The Communist Party of Cuba (CPC) is reading the riot act, as the old saying goes, to its tens of thousands of members through an internal document that should be the object of thorough analysis, discussion and, most importantly, strict compliance.
It deals with no less than self-employment, that irreversible move toward the implementation of the private sector. Similarly, it addresses other issues of top priority for the Cuba of today and soon hereafter.
This is a turn of the screw, not to tighten it even more but to expedite a movement that is just beginning.
The reader need not believe me, but the document I have in my hands is like a very light whiff of what once meant to the Chinese and Vietnamese communists to study the work of the American futurist Alvin Toffler.
As some very reliable people have told me, many Chinese and Vietnamese young people who read“The Third Wave” began to think about the importance of these small and medium private enterprises.
What the CPC is telling its members right now, among whom there are some micro-mini-private entrepreneurs, is that when it comes to the “cuentapropistas” (self-employed workers), both the party and the government must “first of all facilitate their activities and not create stigmas or prejudices against them, much less demonization.”
“We must defend the interests of self-employed persons just as we do with all other citizens, provided they act in compliance with the established laws,” the document says.
Farther on, it insists that the schools begin to create a tax culture with its basic concepts, just the way they teach spelling and grammar.
The 50-year-old ration book has definitely been sentenced to death. “Many of us Cubans mistake socialism for entitlements and subsidies, equality for egalitarianism, and many of us consider [the ration book] a social achievement that should never be terminated.”

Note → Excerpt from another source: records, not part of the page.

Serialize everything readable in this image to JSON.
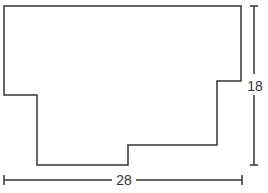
{
  "diagram": {
    "type": "rectilinear-polygon-with-dimensions",
    "stroke_color": "#333333",
    "dimensions": {
      "height_label": "18",
      "width_label": "28"
    }
  }
}
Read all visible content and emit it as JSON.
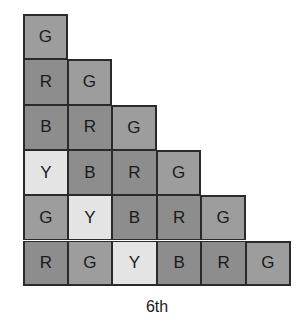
{
  "diagram": {
    "caption": "6th",
    "legend": {
      "R": "dark gray",
      "B": "dark gray",
      "G": "medium gray",
      "Y": "light gray"
    },
    "colors": {
      "R": "#8d8d8d",
      "B": "#8d8d8d",
      "G": "#9d9d9d",
      "Y": "#e4e4e4",
      "border": "#2a2a2a"
    },
    "rows": [
      [
        "G"
      ],
      [
        "R",
        "G"
      ],
      [
        "B",
        "R",
        "G"
      ],
      [
        "Y",
        "B",
        "R",
        "G"
      ],
      [
        "G",
        "Y",
        "B",
        "R",
        "G"
      ],
      [
        "R",
        "G",
        "Y",
        "B",
        "R",
        "G"
      ]
    ]
  }
}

In this regard, the document offers incentives to subsidize not products but “Cubans who for one reason or another really need it.”

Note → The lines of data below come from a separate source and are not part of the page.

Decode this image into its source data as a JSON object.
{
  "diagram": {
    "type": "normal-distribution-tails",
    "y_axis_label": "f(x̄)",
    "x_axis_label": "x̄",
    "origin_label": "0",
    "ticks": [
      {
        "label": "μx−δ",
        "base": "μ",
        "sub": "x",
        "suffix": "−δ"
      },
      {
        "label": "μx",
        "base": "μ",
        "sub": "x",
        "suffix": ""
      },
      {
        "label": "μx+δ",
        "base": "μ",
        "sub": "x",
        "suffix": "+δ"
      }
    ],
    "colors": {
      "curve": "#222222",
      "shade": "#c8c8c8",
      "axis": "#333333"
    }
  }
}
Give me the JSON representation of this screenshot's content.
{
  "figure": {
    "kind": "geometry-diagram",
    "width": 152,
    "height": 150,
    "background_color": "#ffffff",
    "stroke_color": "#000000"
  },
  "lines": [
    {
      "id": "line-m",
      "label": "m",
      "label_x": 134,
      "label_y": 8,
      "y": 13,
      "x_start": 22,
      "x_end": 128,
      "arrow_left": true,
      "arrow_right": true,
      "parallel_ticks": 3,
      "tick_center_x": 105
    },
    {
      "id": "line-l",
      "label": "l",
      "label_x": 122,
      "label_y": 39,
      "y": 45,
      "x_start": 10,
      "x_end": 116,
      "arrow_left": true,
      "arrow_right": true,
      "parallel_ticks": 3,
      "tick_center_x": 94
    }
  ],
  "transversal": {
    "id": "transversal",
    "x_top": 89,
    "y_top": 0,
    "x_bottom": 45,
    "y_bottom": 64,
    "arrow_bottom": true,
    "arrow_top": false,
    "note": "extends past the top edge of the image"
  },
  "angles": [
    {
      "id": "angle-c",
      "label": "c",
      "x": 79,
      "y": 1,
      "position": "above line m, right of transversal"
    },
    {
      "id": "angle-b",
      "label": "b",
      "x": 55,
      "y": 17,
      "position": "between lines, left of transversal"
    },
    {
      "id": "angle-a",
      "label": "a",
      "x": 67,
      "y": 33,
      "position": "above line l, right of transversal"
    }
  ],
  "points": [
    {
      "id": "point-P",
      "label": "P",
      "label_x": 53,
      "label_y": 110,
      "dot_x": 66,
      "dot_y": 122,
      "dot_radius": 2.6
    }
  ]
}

Measures like that and “others that will be necessary to apply, though we know they are not popular, are obligatory in order to maintain and improve the free services of public health, education and social security for all citizens.”
Returning to Toffler, the Vietnamese people with whom I've talked to over the years have told me that both in the countryside and in the city, small and medium private entrepreneurs attribute their success to the policy implemented by the Communist Party of Vietnam.
Such praise comes equally from farmers who are free to market their products and entrepreneurs in the cities, who have set up restaurants or other businesses with the obligation to pay social security for their employees.
Because it copied a system – and copied it poorly – Cuba became an anthology of fumbling and mistakes. And the problem lay, in my opinion (and allow me the metaphor), in adopting the double-window system used to avoid the harsh and unforgiving winter elsewhere, not the single window that can protect us from a benevolent tropical rain or a wind storm.
If anywhere else in this world people drink coffee from cups of various sizes at any time of day or night, but cups after all, why should we decide that the brew should be administered rectally and while fasting?
To be honest, I do not think that is the way of the Cuban communists after so many experiences that were not always encouraging. The document says so, even though many outside the island may scream to the heavens or hell itself.
To use a trite expression, ladies and gentlemen, let time sort everything out.